Sponsor

Wednesday 18 May 2011

Steve Lehman, saxophonist, the Red fish - review

Richard closed for The New York TimesSteve lehman saxophonist and composer leading all contemporary International "Cannot Flow" red fish.

Steve Lehman, a quietly dazzling saxophonist, is the stylistic progeny of at least two grand masters of modern jazz, Anthony Braxton and Jackie McLean. In a series of powerful albums, he showed a propensity for intense improvisation, the taste of the entanglement of the rhythmic with drums and pianists and a penchant for surrounding them himself with like-minded performers. Mr. Lehman is music must therefore be jazz, right?

Later on the arts, the coverage of direct, critical events, extravagance multimedia and much more. Join the discussion.

Not so fast. Mr. Lehman, PhD candidate in composition at Columbia University, is also an ingenious creator of works intimately detailed contemporary classical concert, some show the influence of teachers such as Tristan Murail and Alvin Lucier. A "cannot Flow", had his first a concert of all contemporary International Red fish Tuesday evening, the ICELab of all series.

Unlike many identified jazz artists who continued the formal composition as a distinguished sideline, Mr. Lehman, as Mr. Braxton, proposes a risky but intriguing syncretism. On "Work, processing and flow," an album wonder Mr. Lehman issued in 2009, you have the harmonic analysis sophisticated contemporary classical music heard merged to a rhythmic section killer who played derived jagged electronica, hip-hop beats and post-bop jazz.

That Mr. Lehman reached similar Alchemy in "Unable to Flow," commissioned jointly by all and the Manhattan new music project, was due in part to the unlikely skills of performers. It was a given that these musicians could manage the complex harmonies and unpredictable rhythms; they could improvise with jurisdiction and make oblique figures swing was a small miracle.

"Prologue," for byte, coupled with the flute clarinet and cor with trombone, iridescent tandems coiled and writhed on piano rhythms to and harmonic of thick washes of rattlesnakes (antique cymbals) and the tam-tams. ". Down and if flowing in the waves, the music ends with an obsessively repeated figure, as if a phonograph needle was blocked in a Groove. In "Baltimore, Berlin," a review of a quintet 2008 stark, spacious, Joshua Rubin clarinettist and trombonist Tim Albright warbled and tangue against spice piano gusts, low and battery.

Mr. Lehman took his saxophone for two other sections. "For McCoy Tyner, Tristan Murail, Anthony Braxton, and Alexander Scriabin"open with wheels capped on sopranino saxophone."" Switching to alto Mr. Lehman played tart contemplations, biased on spare accompanying pianist Cory Smythe pitch to the. And in "Epilogue," a solo alto saxophone discreet, Mr. Lehman eloquently show how stimulation, proportion, color and expressive freedom are questions of interest to composers and jazz improvisers modernists alike.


_YOUR INSTRUCTIONS_.
Nothing is to be left out; print all the entries exactly.

_TASK INPUT_.

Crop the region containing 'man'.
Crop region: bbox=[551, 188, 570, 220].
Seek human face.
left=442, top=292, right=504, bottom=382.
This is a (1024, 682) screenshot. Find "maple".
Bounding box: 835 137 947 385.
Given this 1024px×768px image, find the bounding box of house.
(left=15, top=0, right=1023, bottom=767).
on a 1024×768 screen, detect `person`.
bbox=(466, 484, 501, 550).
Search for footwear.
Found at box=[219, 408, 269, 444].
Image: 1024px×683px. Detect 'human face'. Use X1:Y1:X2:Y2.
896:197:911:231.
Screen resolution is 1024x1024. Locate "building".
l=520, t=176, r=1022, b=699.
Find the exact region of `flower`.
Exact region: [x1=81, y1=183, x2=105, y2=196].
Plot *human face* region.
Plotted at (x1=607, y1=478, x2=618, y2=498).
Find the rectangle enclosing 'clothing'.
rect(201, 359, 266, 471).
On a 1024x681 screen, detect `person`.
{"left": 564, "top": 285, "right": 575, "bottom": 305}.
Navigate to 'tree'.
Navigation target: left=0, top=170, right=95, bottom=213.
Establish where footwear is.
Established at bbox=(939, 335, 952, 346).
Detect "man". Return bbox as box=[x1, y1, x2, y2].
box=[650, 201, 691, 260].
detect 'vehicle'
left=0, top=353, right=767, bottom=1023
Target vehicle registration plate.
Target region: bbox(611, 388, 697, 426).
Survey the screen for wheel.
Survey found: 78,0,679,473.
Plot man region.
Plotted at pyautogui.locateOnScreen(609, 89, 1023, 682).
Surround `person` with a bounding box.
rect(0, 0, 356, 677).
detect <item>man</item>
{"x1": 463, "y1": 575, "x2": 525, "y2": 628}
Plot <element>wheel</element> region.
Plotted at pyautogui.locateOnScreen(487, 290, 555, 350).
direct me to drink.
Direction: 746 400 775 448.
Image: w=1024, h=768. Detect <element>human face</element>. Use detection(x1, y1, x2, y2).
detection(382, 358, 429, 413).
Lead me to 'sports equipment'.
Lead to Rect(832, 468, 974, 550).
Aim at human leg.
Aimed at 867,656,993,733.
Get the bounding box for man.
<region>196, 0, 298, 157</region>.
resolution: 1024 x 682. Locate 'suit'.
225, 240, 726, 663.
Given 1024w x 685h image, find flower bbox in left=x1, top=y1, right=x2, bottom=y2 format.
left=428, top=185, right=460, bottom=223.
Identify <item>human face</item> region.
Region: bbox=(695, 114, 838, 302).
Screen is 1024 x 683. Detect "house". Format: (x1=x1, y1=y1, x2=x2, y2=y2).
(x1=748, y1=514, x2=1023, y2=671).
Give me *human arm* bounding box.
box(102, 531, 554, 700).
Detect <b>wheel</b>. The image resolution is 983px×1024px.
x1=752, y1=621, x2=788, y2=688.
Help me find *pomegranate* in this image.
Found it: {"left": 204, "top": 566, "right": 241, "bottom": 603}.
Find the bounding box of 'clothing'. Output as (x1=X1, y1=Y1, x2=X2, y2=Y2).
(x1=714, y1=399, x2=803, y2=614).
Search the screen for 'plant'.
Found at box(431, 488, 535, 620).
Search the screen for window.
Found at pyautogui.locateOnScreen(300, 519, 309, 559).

_ANSWER SPACE_.
Crop the region containing 'man'.
Crop region: bbox=[551, 188, 570, 220].
Seek human face.
left=442, top=292, right=504, bottom=382.
This is a (1024, 682) screenshot. Find "maple".
Bounding box: 835 137 947 385.
Given this 1024px×768px image, find the bounding box of house.
(left=15, top=0, right=1023, bottom=767).
on a 1024×768 screen, detect `person`.
bbox=(466, 484, 501, 550).
Search for footwear.
Found at box=[219, 408, 269, 444].
Image: 1024px×683px. Detect 'human face'. Use X1:Y1:X2:Y2.
896:197:911:231.
Screen resolution is 1024x1024. Locate "building".
l=520, t=176, r=1022, b=699.
Find the exact region of `flower`.
Exact region: [x1=81, y1=183, x2=105, y2=196].
Plot *human face* region.
Plotted at (x1=607, y1=478, x2=618, y2=498).
Find the rectangle enclosing 'clothing'.
rect(201, 359, 266, 471).
On a 1024x681 screen, detect `person`.
{"left": 564, "top": 285, "right": 575, "bottom": 305}.
Navigate to 'tree'.
Navigation target: left=0, top=170, right=95, bottom=213.
Establish where footwear is.
Established at bbox=(939, 335, 952, 346).
Detect "man". Return bbox as box=[x1, y1, x2, y2].
box=[650, 201, 691, 260].
detect 'vehicle'
left=0, top=353, right=767, bottom=1023
Target vehicle registration plate.
Target region: bbox(611, 388, 697, 426).
Survey the screen for wheel.
Survey found: 78,0,679,473.
Plot man region.
Plotted at pyautogui.locateOnScreen(609, 89, 1023, 682).
Surround `person` with a bounding box.
rect(0, 0, 356, 677).
detect <item>man</item>
{"x1": 463, "y1": 575, "x2": 525, "y2": 628}
Plot <element>wheel</element> region.
Plotted at pyautogui.locateOnScreen(487, 290, 555, 350).
direct me to drink.
Direction: 746 400 775 448.
Image: w=1024, h=768. Detect <element>human face</element>. Use detection(x1, y1, x2, y2).
detection(382, 358, 429, 413).
Lead me to 'sports equipment'.
Lead to Rect(832, 468, 974, 550).
Aim at human leg.
Aimed at 867,656,993,733.
Get the bounding box for man.
<region>196, 0, 298, 157</region>.
resolution: 1024 x 682. Locate 'suit'.
225, 240, 726, 663.
Given 1024w x 685h image, find flower bbox in left=x1, top=y1, right=x2, bottom=y2 format.
left=428, top=185, right=460, bottom=223.
Identify <item>human face</item> region.
Region: bbox=(695, 114, 838, 302).
Screen is 1024 x 683. Detect "house". Format: (x1=x1, y1=y1, x2=x2, y2=y2).
(x1=748, y1=514, x2=1023, y2=671).
Give me *human arm* bounding box.
box(102, 531, 554, 700).
Detect <b>wheel</b>. The image resolution is 983px×1024px.
x1=752, y1=621, x2=788, y2=688.
Help me find *pomegranate* in this image.
Found it: {"left": 204, "top": 566, "right": 241, "bottom": 603}.
Find the bounding box of 'clothing'. Output as (x1=X1, y1=Y1, x2=X2, y2=Y2).
(x1=714, y1=399, x2=803, y2=614).
Search the screen for 'plant'.
Found at box(431, 488, 535, 620).
Search the screen for window.
Found at pyautogui.locateOnScreen(300, 519, 309, 559).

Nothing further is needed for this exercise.